O Canada: Pay Heed to Tough-on-Crime Policies, Not the National Anthem!

Days after the Prime Minister of Canada, Stephen Harper, mentioned in his Throne Speech (yes, in Canada that is what it is called) that his government would ask Parliament to potentially change the English version of the national anthem to be gender-neutral–specifically the “all thy sons command” line– this idea was scuttled due to overwhelming backlash.

Shelving the obvious WTF question, as Harper is no beacon of Canadian gender equity, I was overwhelmed by the frenzy produced by the mere possibility of a gender-neutral anthem–especially as Harper’s dramatic overhaul of Canada’s criminal justice system is being ushered in with no visible resistance.

The bastion of left analysis, The Economist, writes that despite a 30-year low in Canadian crime rates, Harper’s government has introduced a host of reforms that eerily mirror failed U.S. criminal justice policies. Being “tough on crime,” it appears, can still be a winner in the polls, and a full one-third of the bills introduced by Harper’s government last year were tough-on-crime measures, including mandatory minimum sentencing, further criminalizing drugs and eliminating structures that would decrease time between arrest and trial.

What is the legacy of tough-on-crime policies in the U.S.? The world’s largest prison population. In the 1990s, the U.S. built a prison every 15 days. And massive investments in a carceral state created cellblocks, not classrooms, and “million-dollar blocks”–impoverished neighborhoods with so many residents in prison that the total cost of their incarceration exceeds $1 million. This year, the governor of California, Arnold Schwarzenegger, has been publicly hand-wringing about the reality that his state spent more on corrections than on higher education.

Tough-on-crime measures also disproportionately impact communities of color, women and those already locked out of other public institutions. And of course, the sentence is not over when released from prison.

As a Canadian citizen who has worked for over a decade in the belly of the tough-on-crime era in the U.S., I am angered at these changes. Being “tough on crime” does not make our communities any stronger or safer. Rather, these punitive and expensive policies translate into more women in prison, more kids without parents and less resources for the kinds of things we know our communities need: music in schools, green things on our tables and nurses in our hospitals.

While the U.S. is reeling from decades of investment in tough-on-crime policies, Canada appears eager to sign up.

So at this moment I really don’t give a giant inflatable beaver about “all thy sons command” if it means that all of our daughters are going to be locked up or locked out.

Come on Canadians: Don’t fall for the old bait-and-switch trick in the middle of an economic downtown. “Tough on crime” consigns too many of our sisters and brothers to civil and physical death . We need more than a gender-neutral national anthem in response.

Photo from Flickr user abardwell under Creative Commons 2.0.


→ **What is being asked**: Scan the entries below for the word "center". Copy out every line in which it occurs.

Excerpts from a dataset
= = = = = = =

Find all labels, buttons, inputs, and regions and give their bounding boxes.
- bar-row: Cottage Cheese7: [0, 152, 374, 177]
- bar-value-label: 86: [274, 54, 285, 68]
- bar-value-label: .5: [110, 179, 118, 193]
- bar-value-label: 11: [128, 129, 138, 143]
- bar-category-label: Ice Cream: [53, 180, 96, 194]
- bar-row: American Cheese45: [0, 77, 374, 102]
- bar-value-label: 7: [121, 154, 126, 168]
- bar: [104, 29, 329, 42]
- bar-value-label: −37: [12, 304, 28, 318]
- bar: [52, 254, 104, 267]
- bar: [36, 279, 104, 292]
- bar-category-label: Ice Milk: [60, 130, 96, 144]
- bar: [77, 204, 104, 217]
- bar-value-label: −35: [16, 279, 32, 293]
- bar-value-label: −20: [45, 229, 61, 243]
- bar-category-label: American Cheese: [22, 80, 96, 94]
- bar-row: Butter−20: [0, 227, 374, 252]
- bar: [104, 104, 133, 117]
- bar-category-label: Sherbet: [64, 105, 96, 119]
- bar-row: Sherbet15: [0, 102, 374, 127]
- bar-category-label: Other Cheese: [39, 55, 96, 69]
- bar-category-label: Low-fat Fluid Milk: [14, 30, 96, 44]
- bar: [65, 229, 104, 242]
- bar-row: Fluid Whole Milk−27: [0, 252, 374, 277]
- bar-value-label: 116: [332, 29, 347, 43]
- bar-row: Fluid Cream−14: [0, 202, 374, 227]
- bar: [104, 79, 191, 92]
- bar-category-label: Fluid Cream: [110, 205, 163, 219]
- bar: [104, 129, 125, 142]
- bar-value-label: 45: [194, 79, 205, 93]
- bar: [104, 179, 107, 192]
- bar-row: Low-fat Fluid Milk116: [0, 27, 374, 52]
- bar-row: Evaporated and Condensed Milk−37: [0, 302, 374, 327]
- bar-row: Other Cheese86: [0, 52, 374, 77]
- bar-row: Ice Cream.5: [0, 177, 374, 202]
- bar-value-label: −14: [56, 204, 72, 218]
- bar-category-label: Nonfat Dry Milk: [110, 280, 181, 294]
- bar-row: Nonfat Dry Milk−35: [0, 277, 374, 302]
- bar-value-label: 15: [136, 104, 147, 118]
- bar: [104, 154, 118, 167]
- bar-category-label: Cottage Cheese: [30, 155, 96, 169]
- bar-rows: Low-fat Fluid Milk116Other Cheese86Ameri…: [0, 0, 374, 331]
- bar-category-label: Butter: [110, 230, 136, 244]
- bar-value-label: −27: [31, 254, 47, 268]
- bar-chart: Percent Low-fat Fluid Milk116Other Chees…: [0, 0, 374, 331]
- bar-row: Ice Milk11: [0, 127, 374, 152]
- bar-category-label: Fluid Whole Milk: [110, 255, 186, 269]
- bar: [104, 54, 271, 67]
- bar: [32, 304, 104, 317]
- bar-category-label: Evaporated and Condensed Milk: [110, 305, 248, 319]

= = = = = = =

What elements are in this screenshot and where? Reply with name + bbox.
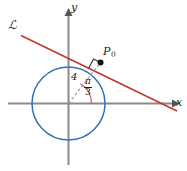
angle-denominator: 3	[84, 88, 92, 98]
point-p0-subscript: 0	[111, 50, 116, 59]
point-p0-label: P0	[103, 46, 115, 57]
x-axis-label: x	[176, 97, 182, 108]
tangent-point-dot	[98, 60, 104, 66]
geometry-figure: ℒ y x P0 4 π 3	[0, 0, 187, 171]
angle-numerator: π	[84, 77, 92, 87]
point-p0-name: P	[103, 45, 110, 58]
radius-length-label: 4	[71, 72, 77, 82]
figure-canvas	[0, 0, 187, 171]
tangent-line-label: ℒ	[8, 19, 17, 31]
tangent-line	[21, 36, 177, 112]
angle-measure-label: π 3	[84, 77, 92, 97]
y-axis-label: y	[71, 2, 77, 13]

= = = = = = =

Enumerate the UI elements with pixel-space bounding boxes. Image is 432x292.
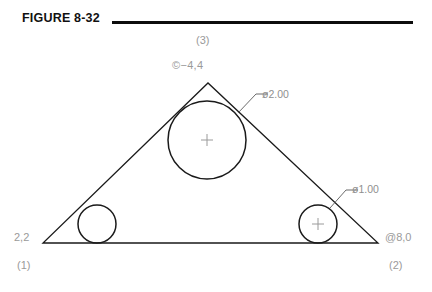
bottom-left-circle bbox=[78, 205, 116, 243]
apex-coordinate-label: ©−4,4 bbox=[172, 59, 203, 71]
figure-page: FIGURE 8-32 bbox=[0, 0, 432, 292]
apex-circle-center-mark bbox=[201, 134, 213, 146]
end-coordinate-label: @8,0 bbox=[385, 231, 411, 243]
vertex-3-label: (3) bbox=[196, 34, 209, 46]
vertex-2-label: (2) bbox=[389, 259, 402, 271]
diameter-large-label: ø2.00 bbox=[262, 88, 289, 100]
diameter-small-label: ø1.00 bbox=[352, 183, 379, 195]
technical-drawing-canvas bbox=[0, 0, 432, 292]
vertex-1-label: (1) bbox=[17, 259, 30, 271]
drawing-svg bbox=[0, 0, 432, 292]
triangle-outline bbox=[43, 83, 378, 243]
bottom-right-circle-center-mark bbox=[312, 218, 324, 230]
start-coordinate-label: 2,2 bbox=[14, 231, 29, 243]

= = = = = = =

→ **Your solution**:
apex-circle-center-mark bbox=[201, 134, 213, 146]
bottom-right-circle-center-mark bbox=[312, 218, 324, 230]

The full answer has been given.